A Gene Editing Breakthrough
By Tom Ashbrook,
NPR On Point [features Marcy Darnovsky]
| 08. 08. 2017
After the blockbuster announcement a U.S. team successfully edited human embryos come the tough medical and ethical questions. We’ll talk it through.
A first in the U.S.: researchers have now edited the genetic code of viable human embryos, cutting and splicing to avoid defect and disease. The DNA of human embryos. Genetically edited. The edited embryos weren’t implanted in a woman. Weren’t born. But they could have been. New life spared disease, maybe death. How far does this gene editing go? How fast? For whom? And for, or against, what human traits? This hour On Point: editing the code of human life. -- Tom Ashbrook
Guests
Amy Dockser Marcus, health and science reporter for the Wall Street Journal. (@AmyDMarcus)
Dr. Paula Amato, co-author of the study showing successful editing of genes in human embryos. Associate professor of obstetrics and gynecology at Oregon Health & Science University.
Arthur Caplan, professor of bioethics and head of the division of medical ethics at the New York University School of Medicine. (@ArthurCaplan)

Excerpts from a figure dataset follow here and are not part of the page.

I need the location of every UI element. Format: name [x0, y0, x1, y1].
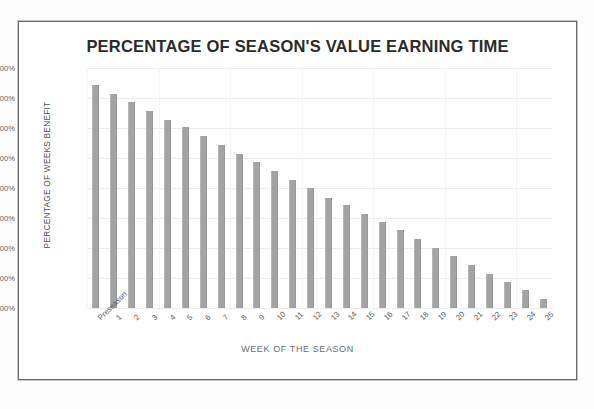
bar[interactable] [164, 120, 171, 308]
bar-slot [463, 68, 481, 308]
bar[interactable] [289, 180, 296, 308]
bar[interactable] [146, 111, 153, 308]
y-tick-label: 3.00% [0, 214, 15, 223]
y-axis-title: PERCENTAGE OF WEEKS BENEFIT [42, 85, 52, 265]
x-axis-title: WEEK OF THE SEASON [19, 344, 576, 354]
bar[interactable] [343, 205, 350, 308]
plot-area [87, 68, 552, 308]
bar-slot [427, 68, 445, 308]
bar[interactable] [110, 94, 117, 309]
bar-slot [445, 68, 463, 308]
bar-slot [87, 68, 105, 308]
bar-slot [516, 68, 534, 308]
bar-slot [373, 68, 391, 308]
gridline-horizontal [87, 308, 552, 309]
bar[interactable] [450, 256, 457, 309]
bar[interactable] [307, 188, 314, 308]
chart-title: PERCENTAGE OF SEASON'S VALUE EARNING TIM… [19, 37, 576, 56]
bar-slot [212, 68, 230, 308]
y-tick-label: 8.00% [0, 64, 15, 73]
bar-slot [159, 68, 177, 308]
bar-slot [391, 68, 409, 308]
y-tick-label: 2.00% [0, 244, 15, 253]
bar-slot [320, 68, 338, 308]
bar-slot [266, 68, 284, 308]
bar[interactable] [522, 290, 529, 308]
bar[interactable] [200, 136, 207, 308]
bar[interactable] [432, 248, 439, 308]
x-tick-label: 25 [543, 310, 556, 323]
bar-slot [534, 68, 552, 308]
bar-slot [248, 68, 266, 308]
bar[interactable] [504, 282, 511, 308]
bar-slot [481, 68, 499, 308]
bar[interactable] [128, 102, 135, 308]
bar[interactable] [236, 154, 243, 309]
bar-slot [355, 68, 373, 308]
bar-slot [230, 68, 248, 308]
bar[interactable] [361, 214, 368, 308]
bar-slot [105, 68, 123, 308]
y-tick-label: 7.00% [0, 94, 15, 103]
bar[interactable] [397, 230, 404, 308]
bar-slot [194, 68, 212, 308]
bar-slot [284, 68, 302, 308]
bar-slot [498, 68, 516, 308]
bar[interactable] [325, 198, 332, 308]
bar[interactable] [414, 239, 421, 308]
bar-slot [176, 68, 194, 308]
y-tick-label: 4.00% [0, 184, 15, 193]
chart-frame: PERCENTAGE OF SEASON'S VALUE EARNING TIM… [18, 21, 577, 380]
bar-slot [409, 68, 427, 308]
bar-slot [302, 68, 320, 308]
bar[interactable] [92, 85, 99, 308]
y-tick-label: 1.00% [0, 274, 15, 283]
y-axis-tick-labels: 8.00%7.00%6.00%5.00%4.00%3.00%2.00%1.00%… [0, 68, 15, 308]
scanned-page: PERCENTAGE OF SEASON'S VALUE EARNING TIM… [0, 0, 594, 409]
bar-slot [123, 68, 141, 308]
bar[interactable] [271, 171, 278, 308]
bar[interactable] [218, 145, 225, 308]
bar[interactable] [379, 222, 386, 308]
bar-series [87, 68, 552, 308]
bar-slot [141, 68, 159, 308]
bar[interactable] [468, 265, 475, 309]
bar[interactable] [486, 274, 493, 309]
bar[interactable] [253, 162, 260, 308]
y-tick-label: 6.00% [0, 124, 15, 133]
bar[interactable] [540, 299, 547, 308]
y-tick-label: 5.00% [0, 154, 15, 163]
bar-slot [337, 68, 355, 308]
y-tick-label: 0.00% [0, 304, 15, 313]
bar[interactable] [182, 127, 189, 308]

Marcy Darnovsky, executive director of...
Related Articles
By Yelena Biberman and Jonathan D. Moreno, Bioethics Forum | 04.16.2024
A quiet biological revolution in warfare is underway. The genome is emerging as a new domain of conflict. The level of destruction that only nuclear weapons could previously achieve is fast becoming as accessible as a cyberattack.
Now for the...
By Tristan Manalac, BioSpace | 04.02.2024
Verve Therapeutics has suspended enrollment in the Phase Ib Heart-1 study evaluating its lead gene editing program VERVE-101 following a serious adverse event, the company announced Tuesday.
A patient, who received a 0.45-mg/kg dose of VERVE-101, developed a grade 3...
By Timnit Gebru and Émile P. Torres, First Monday | 04.14.2024
The stated goal of many organizations in the field of artificial intelligence (AI) is to develop artificial general intelligence (AGI), an imagined system with more intelligence than anything we have ever seen. Without seriously questioning whether such a system can...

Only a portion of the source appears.